A fully automated Döner Kebab slicing robot? It’s about time, is all I can say.
Germans eat about 400 tons of Döner meat a day. Somebody’s got to slice the stuff.
Erste Döner-Messe in Berlin: Branche bestaunt vollautomatischen Döner-Rasierer
A fully automated Döner Kebab slicing robot? It’s about time, is all I can say.
Germans eat about 400 tons of Döner meat a day. Somebody’s got to slice the stuff.
Erste Döner-Messe in Berlin: Branche bestaunt vollautomatischen Döner-Rasierer
Sheesh. Of all folks (or Volks, if you prefer), rumor has it that the Germans are now beginning to lose thier angst about climate change. Now, of all times. Where angst is in the air and everywhere, I mean (they’re scared of freakin’ daylight savings time for crying out loud).
According to a Spiegel survey – and Spiegel Leser wissen mehr (Spiegel readers know more) – only a piddly 42 percent of Germans lose sleep at night anymore when it comes to global warming. Pitiful, people.
Come on, now. Get with the plan, Volks. Boo! Or something.
Heute hält jeder dritte Deutsche die Prognose der Klimaforscher, nach der es langfristig immer wärmer wird, nicht für zuverlässig.
What a difference an hour makes. If you’re German, that is.
German sleep researchers are concerned, some might even say downright nervous about the coming daylight savings time change here.
The German biological time system being much more sensitive than say, uh, everybody else’s out there, pushing back/forward the clock just a mere hour can be an extremely stressfull undertaking here and can even lead to untimely German heart attacks. Or could. Maybe. Maybe not though, too. Hard to say for sure.
Doesn’t anybody care? Other than not me, I mean?
“Richtig gewöhnen wir uns daran nie.”
“Once the invisible glue that bound the Union…
German policy is now being dictated by less idealistic priorities rooted firmly by national interests.”
Weather he’s guilty or not…
Popular German weatherman Joerg Kachelmann was arrested in Frankfurt after his long-standing girlfriend claimed that he had forced sexual relations with her after an argument, something he denies vehemently.
But other than that, Kachelmann reports that it’s going to remain generally warm and even a bit humid in the next few days, especially for him, with a mild chance of rain and thunder showers, which he’ll miss, should they happen, him being in jail and all.
“Without wishing to prejudice legal proceedings, we regard it as unthinkable that the accusations could be correct.”
Gee, I wonder how anti-Atom Germany is going to react to this one (not).
Clean nuclear technology?

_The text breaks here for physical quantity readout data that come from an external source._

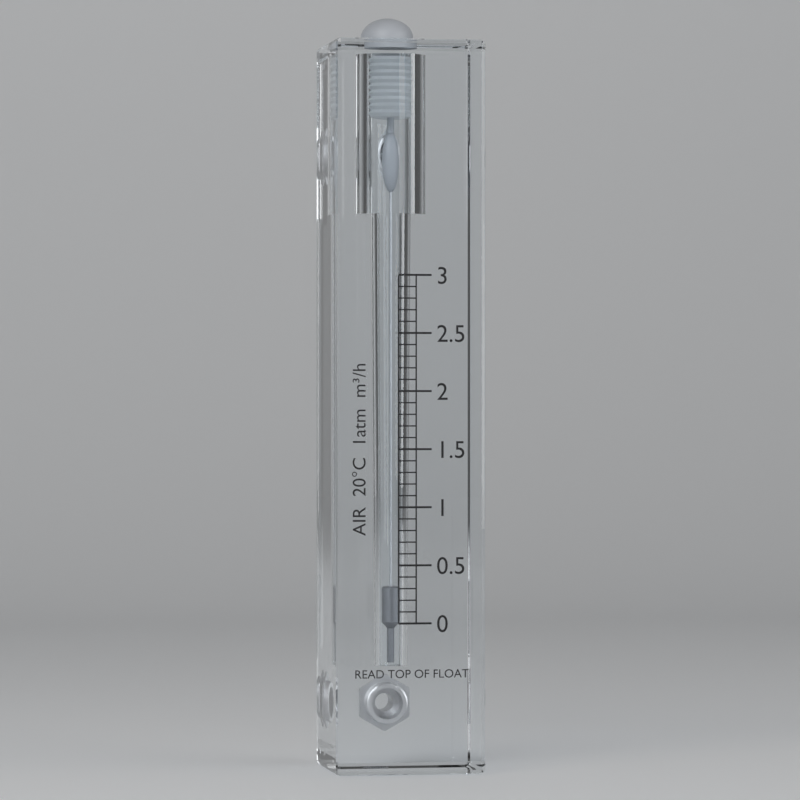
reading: 0.3 m³/h
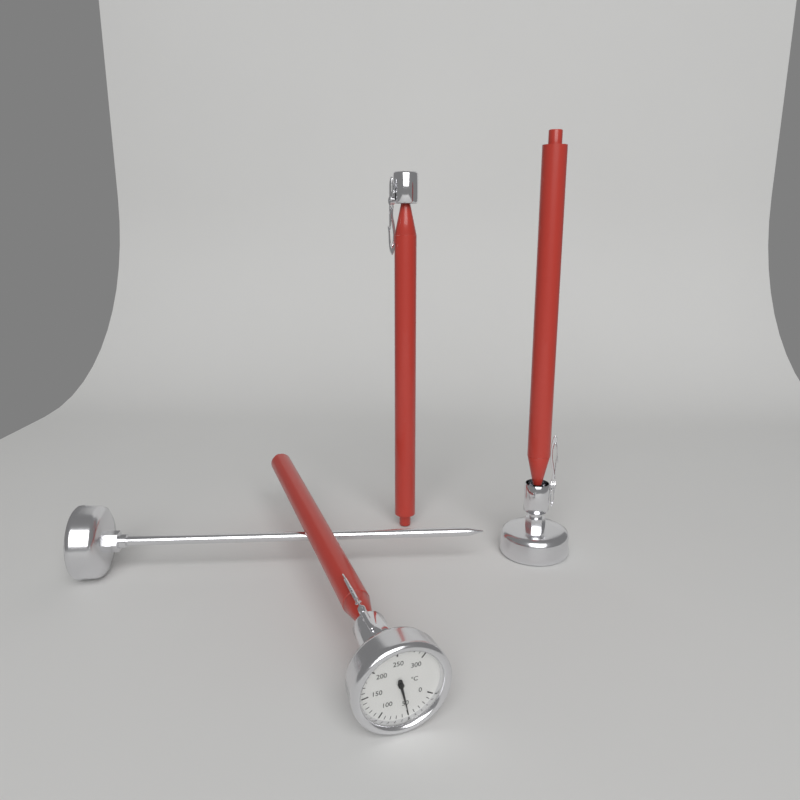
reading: 50 °C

Not with our ideology.
Bill Gates is sinking “several billion dollars” into a project with Toshiba to develop small-scale efficient nuclear reactors that burn spent uranium.
Oh never mind. Caught him too.
Damn. The guy behind that poor man’s Ocean’s 11 Berlin poker heist, the mastermind guy himself, got busted too.

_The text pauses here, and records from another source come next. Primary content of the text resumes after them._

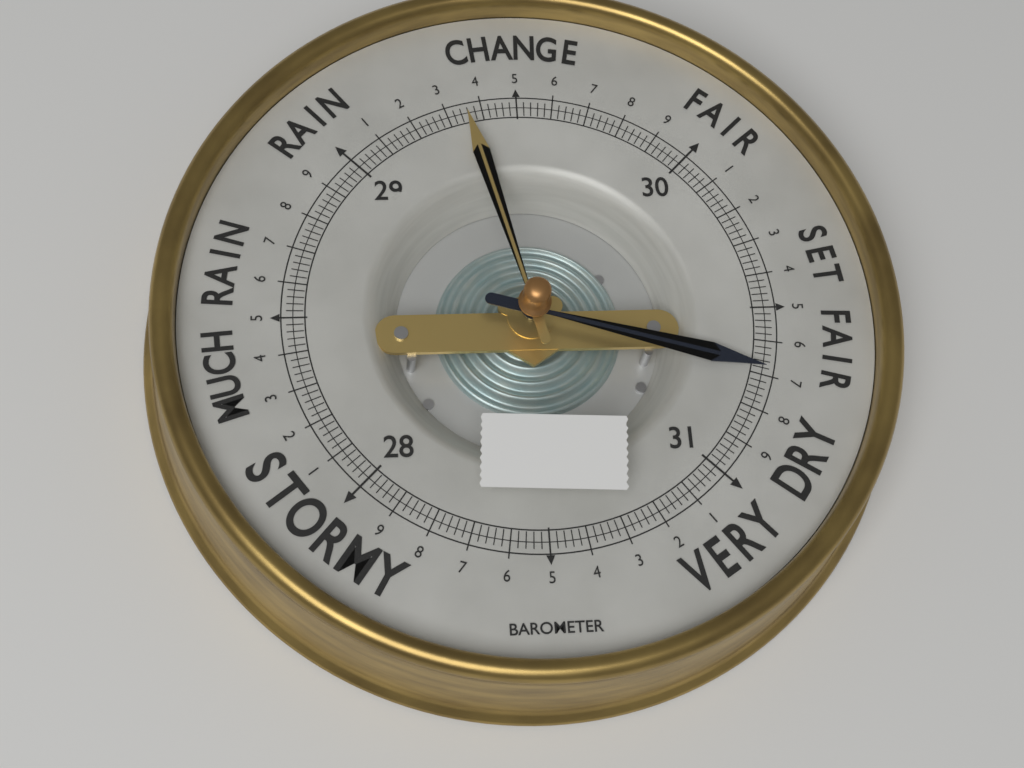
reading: 30.68 (no unit)
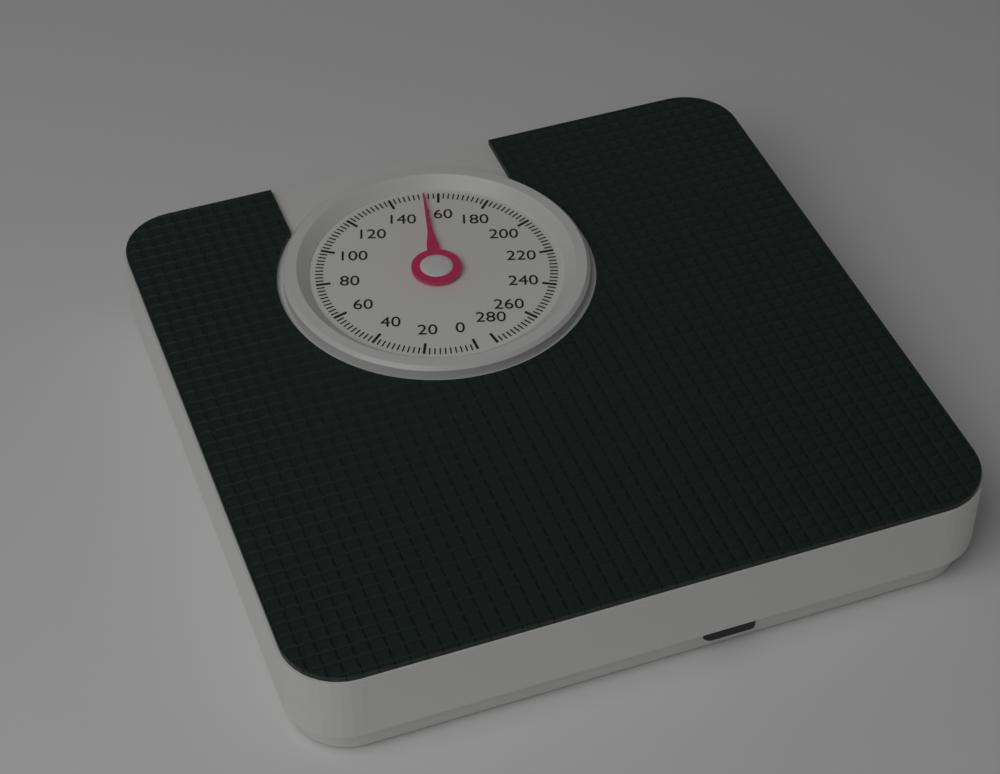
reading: 154 (no unit)
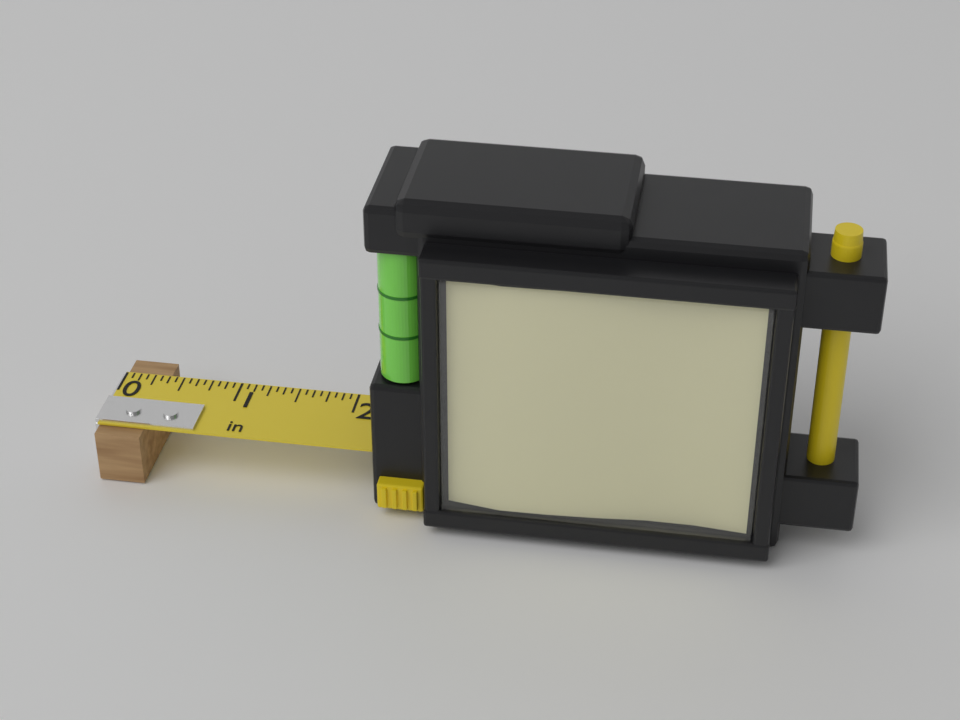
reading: 0.3750 in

Who would of thought that possible? That it would have taken this long to get him, I mean.
Wo sind die 242 000 Euro Beute?
Germany is still not the “digital society” some of you might assume it must be.
An organization called Initiative D21 just broke down Germany’s predominantly technophobic Internet angst population into several angst making groups:
The “digital outsiders”, 35% of the population, are actually frightened by computers and refuse to touch them.

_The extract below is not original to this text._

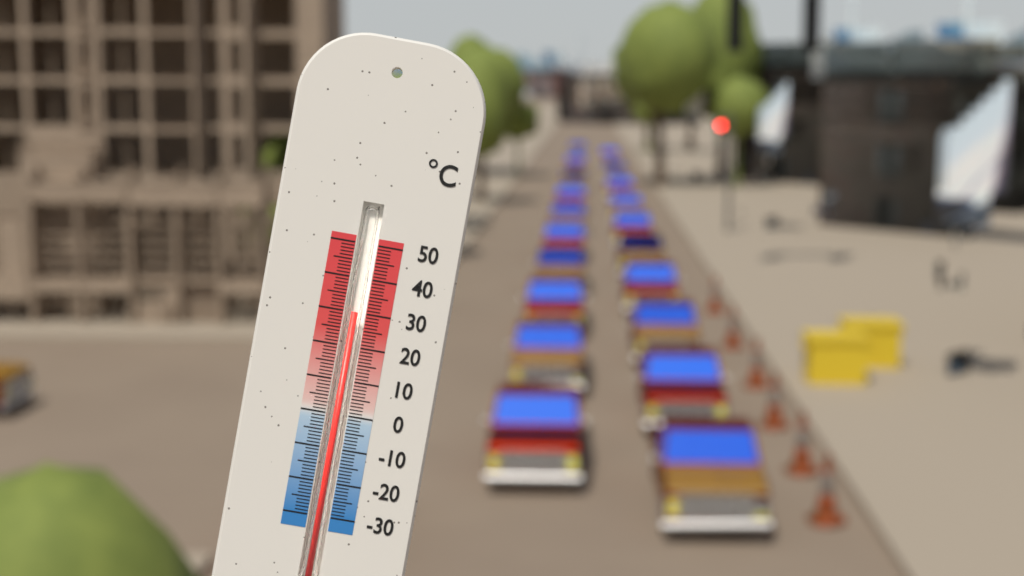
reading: 30 °C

The “occasional users” with 30% will actually use Internet technology from time to time but don’t ask them to work with it regularly or deal with things like Excel (I feel their pain about Excel, I must say).
The “digital pros” with 12% gladly work with Excel and even do PowerPoint, although I wouldn’t know why they would want to.
“Trend users” go further and even build websites and spend why too much time online – on the couch.
Then there’s the “digital avant-garde”, 3% of the population, the real sick puppy techno Internet freak types.
Personally, I don’t know what’s more worrisome; the first or the last group.
Die Deutschen sind immer noch Internet-Muffel
Pakistan is just different, you know. Than Germany, I mean.
I was at a the hairdresser, an elderly man who doesn’t resort to electric clippers. All he has is a creaky pair of scissors, a comb and aerosol with water. He did a neat job bit I wasn’t entirely happy.
I said: “I look like Hitler.”
He looked at me in the mirror, gave a satisfied smile and said: “Yes, yes, very nice.”
In the Islamic world, not just in Pakistan but right across from Iran to northern Africa, anti-Semitic sentiment of course plays a role.
Actually, it’s their currency that has a cold at the moment.
Germany’s Finance Minister Wolfgang Schaeuble told the Bundestag on March 16 that the country may have to consider ordering “intelligence agencies to set up surveillance of who is getting together with whom for which kinds of speculative processes, and where” to protect the euro.